Creating a chemical with 80% light-speed electrons
It’s not always as boring as it seems when you receive exactly the result you predicted. Sometimes it might even be exhilarating. A report on the synthesis of chemical compounds containing element 106, often known as Seaborgium, was published in Science last week. A cursory examination of the abstract revealed that the behaviour of this chemical was very much like that of the one created with Sg’s lighter relative, tungsten. You could think it is really uninteresting; in fact, I avoided discussing it the previous week for for this reason; nevertheless, when you find out that you wouldn’t necessarily predict this conclusion, you might change your mind.
It is remarkable in and of itself that the experiment was ever carried out, let alone completed. The isotope of seaborgium that was utilised in the experiment, 265Sg, has a half-life of barely 16 seconds. Because it must be created in a particle accelerator, it is generally rather energetic and is included in a cloud of energetic debris. Because of this, it is a part of the cloud. Therefore, the method consisted of slowing it down and separating it before allowing it to go through a chemical reaction. After that, they were finally able to describe something about the behaviour of the chemical that was produced.
In this particular instance, the researchers combined it with carbon monoxide in order to produce the compound Sg(CO)6. The chemical that was produced adhered to a surface of silicon dioxide for a short period of time before the Sg faded, which allowed for the very fundamental characterisation of the chemical’s behaviour. In addition, as was mentioned before, it exhibited behaviour that was comparable to that of the tungsten-based variant of the same molecule.
Why wouldn’t you anticipate that happening? Because simplistic estimates of how the electrons in seborgium behave suggest that it shouldn’t, the answer is no. On the other hand, some of the seborgium’s electrons are travelling at speeds close to 80 percent of the speed of light. This is because the seborgium nucleus has a large amount of positive charge. When travelling at this speed, the effects of relativity begin to take effect, and they must be taken into account in the computations. As soon as relativistic effects are taken into account, the computations begin to provide values that are beginning to resemble those of tungsten.
Indeed, this was the finding that the researchers came to. As a result, these findings serve as a good illustration of how it is sometimes more interesting to obtain the outcomes that match your expectations.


■ About this exercise ■
For this exercise, retype the lines from the one that holds "Find the location of a particular element. This" through the one that holds "Task: Click on the a: O’Sullivan’s March" in the records below, both included, exactly and without pictures.

■ Saved data entries ■

>>

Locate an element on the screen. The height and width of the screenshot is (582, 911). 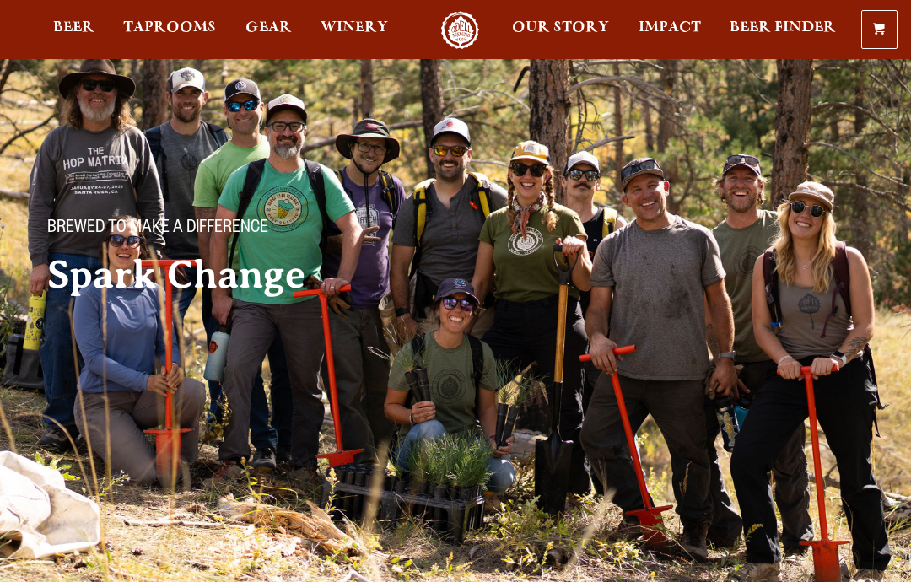
a: Beer is located at coordinates (73, 30).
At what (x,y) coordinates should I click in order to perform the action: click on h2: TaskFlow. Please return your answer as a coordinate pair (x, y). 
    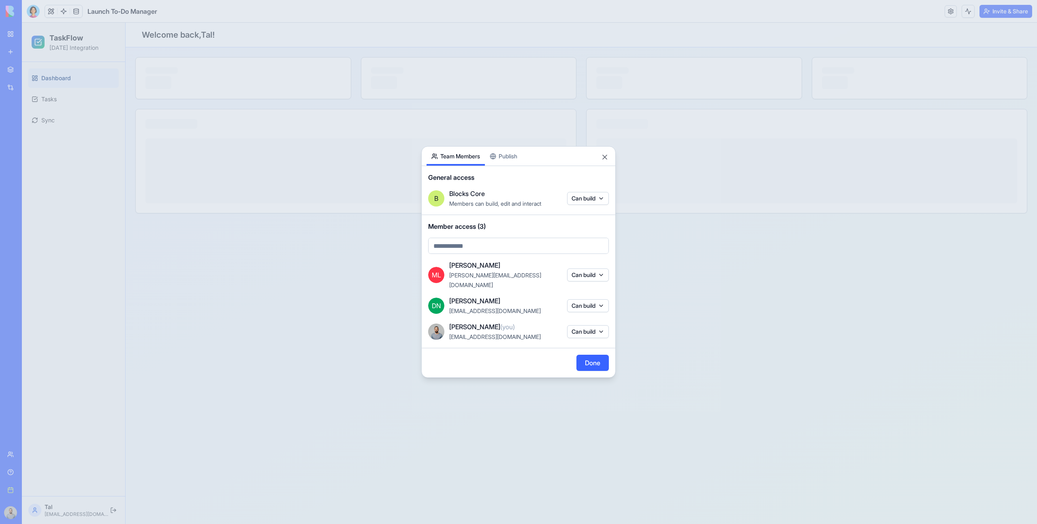
    Looking at the image, I should click on (52, 15).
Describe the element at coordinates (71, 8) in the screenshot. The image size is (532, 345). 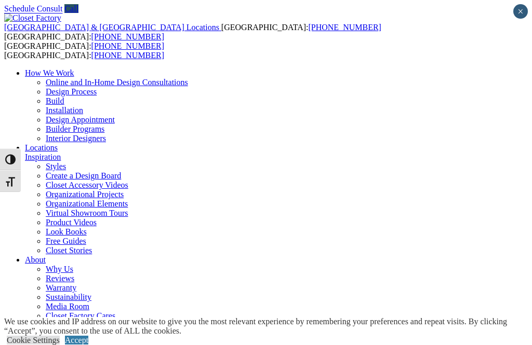
I see `a: Call` at that location.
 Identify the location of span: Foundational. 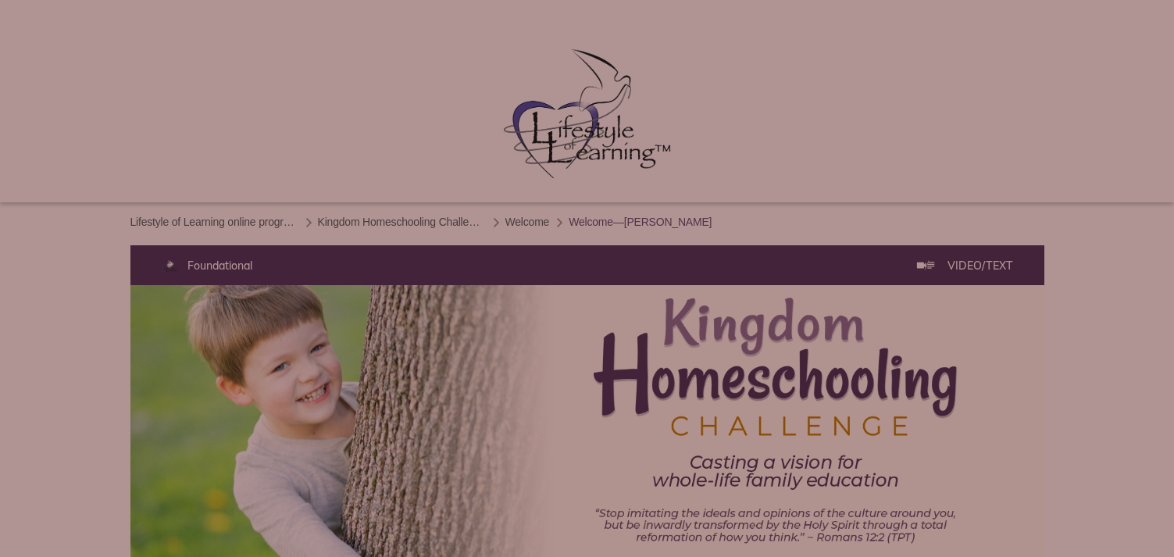
(219, 265).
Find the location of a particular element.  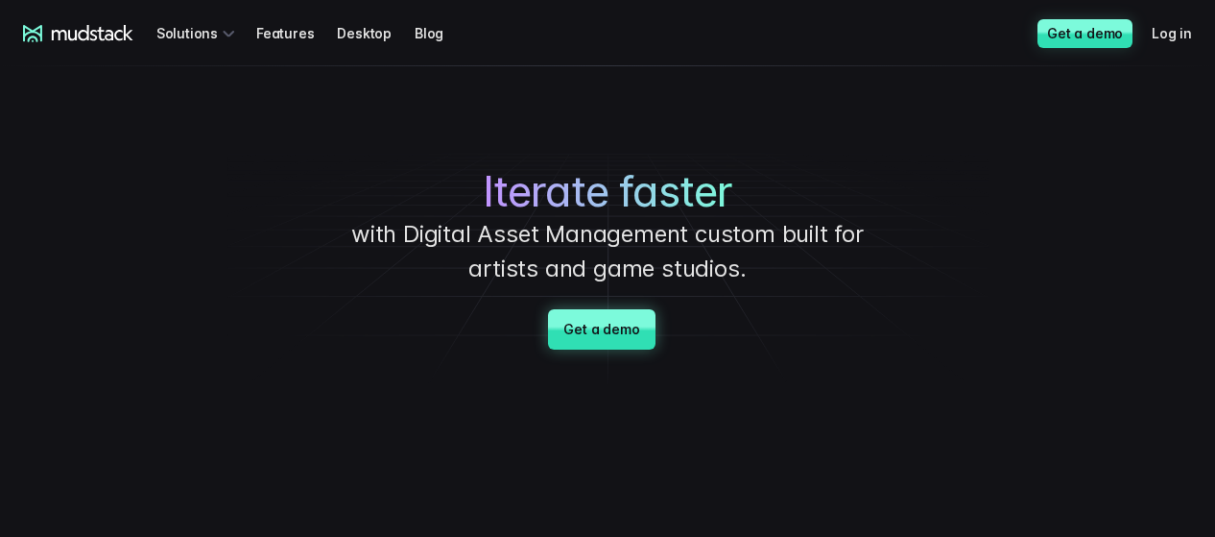

a: Blog is located at coordinates (441, 33).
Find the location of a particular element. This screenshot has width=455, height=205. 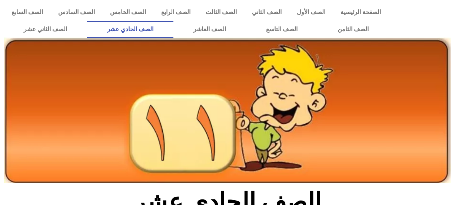

a: الصف الرابع is located at coordinates (176, 12).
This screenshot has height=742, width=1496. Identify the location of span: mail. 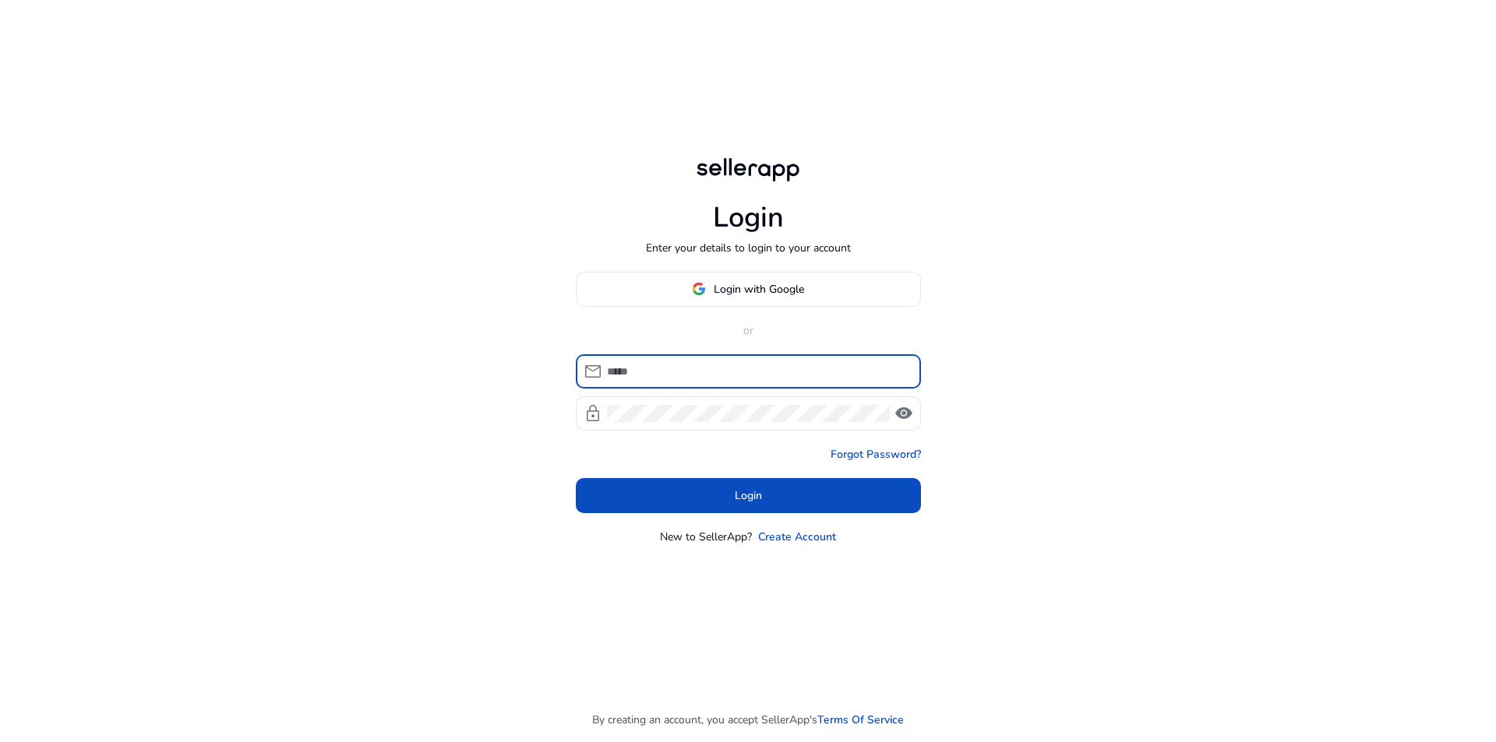
(593, 372).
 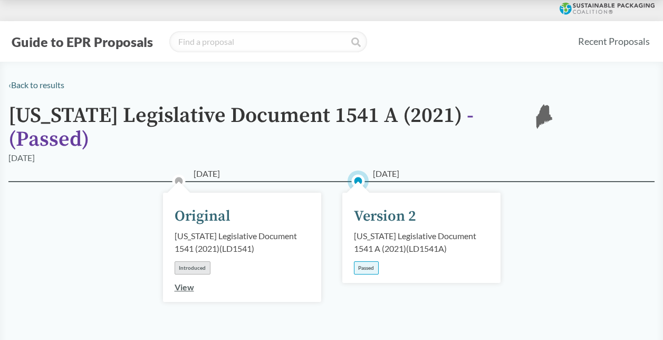 I want to click on span: - ( Passed ), so click(x=241, y=127).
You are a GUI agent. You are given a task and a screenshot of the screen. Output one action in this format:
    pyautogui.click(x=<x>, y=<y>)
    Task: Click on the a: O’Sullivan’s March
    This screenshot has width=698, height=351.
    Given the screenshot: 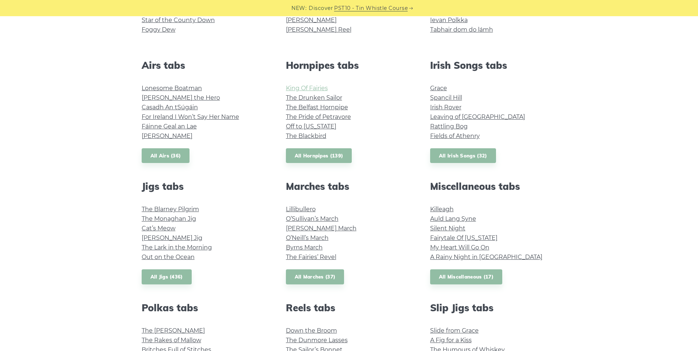 What is the action you would take?
    pyautogui.click(x=312, y=218)
    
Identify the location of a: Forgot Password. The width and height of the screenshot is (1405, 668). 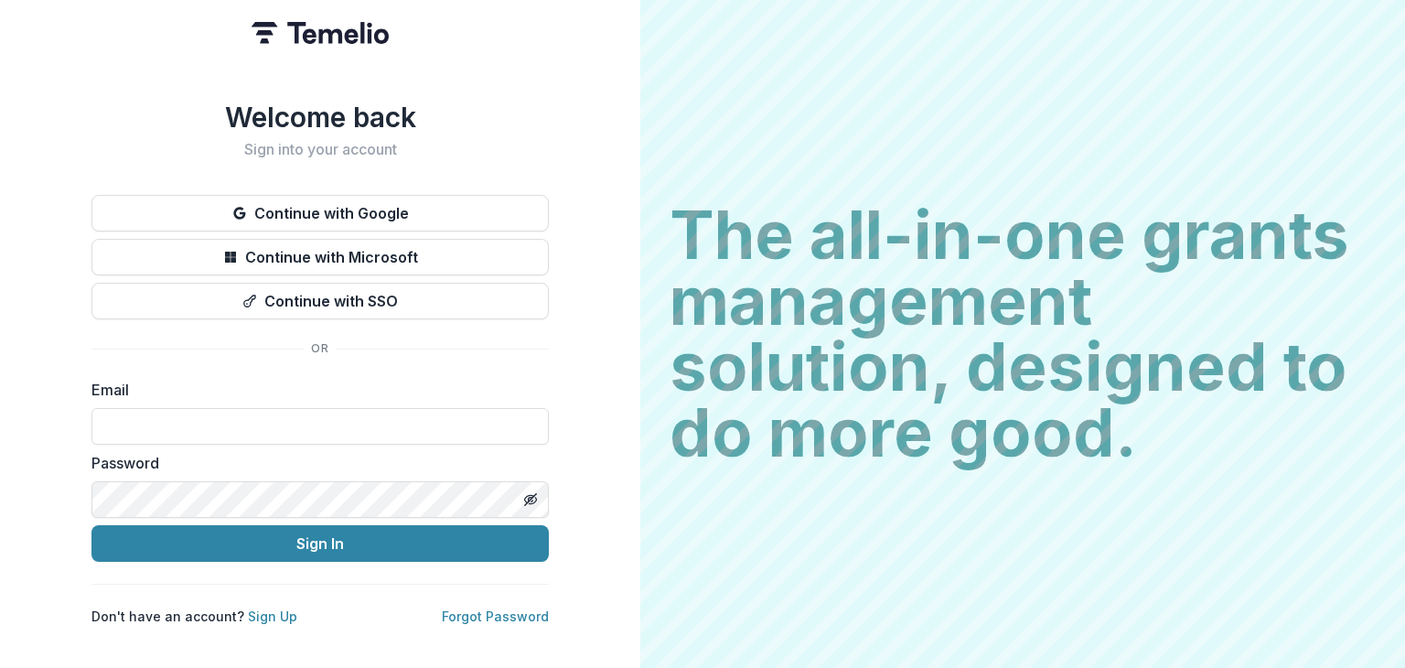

<<

■ Answer box ■
Find the location of a particular element. This screenshot has width=455, height=205. 

a: الصف الرابع is located at coordinates (176, 12).
This screenshot has height=742, width=1496. Identify the location of span: mail. 
(593, 372).
  I want to click on span: - ( Passed ), so click(x=241, y=127).
You are a GUI agent. You are given a task and a screenshot of the screen. Output one action in this format:
    pyautogui.click(x=<x>, y=<y>)
    Task: Click on the a: O’Sullivan’s March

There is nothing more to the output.